It really never ends.
Only a few weeks have passed since then OpenAI announced a long-awaited raise of $6.6 billion at a post-money valuation of $157 billion. The Develop capitalThe raise nearly doubled the San Francisco-based artificial intelligence giant’s $80 billion valuation from its secondary offering in February.
The value seemed high for a company that was losing a lot of money and now has a 46x revenue multiple. But OpenAI is OpenAI. This is ChatGPT AND Sam Altman. It’s a foremost character, a soap opera and a concern for regulators. This is what began the artificial intelligence gold rush that began just a few years ago and is still going strong.
And while there have been skeptics about OpenAI’s raise, the gold rush it has created seems poised to push much more AI startup valuations to levels rarely seen for enterprise ventures.
There have been reports about this over the last few weeks xAI, Embarrassment and possibly Anthropic everyone is raising recent money (hey, AI ain’t low-cost) at exploding valuations.
It was just this week reported Elon MuskBurlingame, California-based xAI is in preliminary talks with investors for a recent $5 billion financing round that will value it at about $45 billion – $1 billion greater than it bought Twitter Down.
xAI just closed a $6 billion round at a post-money valuation of $24 billion in May, which suggests that if it raises a recent round, its value will almost double in five months – to the point where it can now be the ninth most precious VC-backed start-up (based on our Unicorn board), just ahead Data cubes.
Of course, xAI is not the only generative AI company seeking to get into this sophisticated neighborhood. Just a few weeks before OpenAI officially announced the increase, this was indeed the case reported rival company Anthropic has just began talks with investors about obtaining a valuation of $30-40 billion.
In February alone, the San Francisco-based startup raised $750 million in fresh capital, valuing it at around $18.5 billion – again meaning it’s poised to double its valuation and change into one of the 15 most precious startups in the world.
It was also like that on a smaller scale reported just over a week ago, AI search startup Perplexity — which in June apparently received between $10 and $20 million SoftBank value USD 3 billion – is in talks raise recent funds this is able to almost triple its valuation to $8 billion.
The incontrovertible fact that the 167% jump in valuation to $9 billion could possibly be considered “downscale” says a lot about the current state of enterprise and AI funding.
At some point, the crazy valuation increases – seemingly monthly – have to stop, and investors have to ask themselves how they are going to make money on these deals.

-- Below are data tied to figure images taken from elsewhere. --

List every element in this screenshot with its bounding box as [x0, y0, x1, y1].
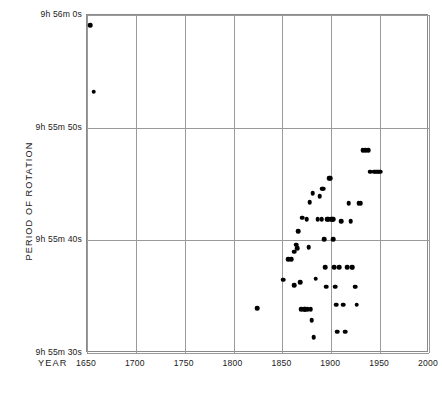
data-point	[295, 246, 300, 251]
x-tick-label: 1700	[113, 358, 157, 368]
data-point	[349, 219, 354, 224]
x-tick-label: 1800	[211, 358, 255, 368]
gridline-x-1750	[185, 15, 186, 353]
gridline-x-1700	[136, 15, 137, 353]
data-point	[322, 237, 327, 242]
data-point	[313, 276, 318, 281]
gridline-y-3	[87, 353, 429, 354]
y-tick-label: 9h 56m 0s	[2, 9, 82, 19]
data-point	[335, 329, 340, 334]
data-point	[323, 265, 328, 270]
data-point	[328, 176, 333, 181]
y-tick-label: 9h 55m 40s	[2, 234, 82, 244]
data-point	[358, 201, 363, 206]
data-point	[310, 191, 315, 196]
data-point	[309, 318, 314, 323]
data-point	[350, 265, 355, 270]
y-tick-label: 9h 55m 50s	[2, 122, 82, 132]
x-tick-label: 1650	[64, 358, 108, 368]
data-point	[311, 335, 316, 340]
x-tick-label: 1950	[357, 358, 401, 368]
gridline-x-1800	[234, 15, 235, 353]
data-point	[334, 302, 339, 307]
gridline-y-0	[87, 15, 429, 16]
y-tick-label: 9h 55m 30s	[2, 347, 82, 357]
data-point	[343, 329, 348, 334]
data-point	[341, 302, 346, 307]
data-point	[289, 257, 294, 262]
data-point	[333, 284, 338, 289]
gridline-x-1900	[331, 15, 332, 353]
data-point	[319, 217, 324, 222]
gridline-y-1	[87, 128, 429, 129]
data-point	[321, 186, 326, 191]
y-axis-title: PERIOD OF ROTATION	[24, 136, 34, 266]
data-point	[296, 229, 301, 234]
x-tick-label: 1750	[162, 358, 206, 368]
data-point	[292, 283, 297, 288]
gridline-x-1950	[380, 15, 381, 353]
data-point	[337, 265, 342, 270]
data-point	[339, 219, 344, 224]
data-point	[331, 237, 336, 242]
data-point	[298, 280, 303, 285]
gridline-y-2	[87, 240, 429, 241]
chart-container: 9h 56m 0s9h 55m 50s9h 55m 40s9h 55m 30s …	[0, 0, 442, 394]
data-point	[255, 306, 260, 311]
data-point	[331, 217, 336, 222]
data-point	[378, 169, 383, 174]
x-axis-title: YEAR	[38, 358, 67, 368]
plot-area	[86, 14, 428, 352]
gridline-x-2000	[429, 15, 430, 353]
data-point	[307, 200, 312, 205]
data-point	[88, 23, 93, 28]
data-point	[317, 194, 322, 199]
data-point	[308, 307, 313, 312]
data-point	[353, 284, 358, 289]
data-point	[305, 217, 310, 222]
x-tick-label: 1850	[259, 358, 303, 368]
data-point	[307, 245, 312, 250]
data-point	[347, 201, 352, 206]
data-point	[324, 284, 329, 289]
data-point	[366, 148, 371, 153]
data-point	[92, 89, 97, 94]
data-point	[354, 302, 359, 307]
data-point	[332, 265, 337, 270]
x-tick-label: 2000	[406, 358, 442, 368]
x-tick-label: 1900	[308, 358, 352, 368]
data-point	[345, 265, 350, 270]
gridline-x-1650	[87, 15, 88, 353]
gridline-x-1850	[282, 15, 283, 353]
data-point	[281, 277, 286, 282]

While this will likely not worry large corporations that otherwise profit from such deals, it is actually a consideration for VCs, who have often spoken about the lack of liquidity they face amid a sluggish IPO and M&A market.
However, that appears to be one other issue for one other day when it involves AI – where the escalation in AI valuation never ends.
Things that caught our eye and more:
Talking about skyrocketing valuations at a rapid pace, ex-Sales power 1 co-CEO Bret Taylorconversational AI startup Sierra this week raised $175 million in a funding round led by Capital of Greenoaks which gave it a valuation of $4.5 billion. Just in February, the San Francisco-based company raised a $110 million led round Capital of Sequoia AND Benchmark at reported valuation of almost $1 billion. A 4.5x increase in value in eight months is not too shabby. And yes, Taylor is also chairman of the board of OpenAI — whose large language models are powered by Sierra — although he has said he has no conflict of interest.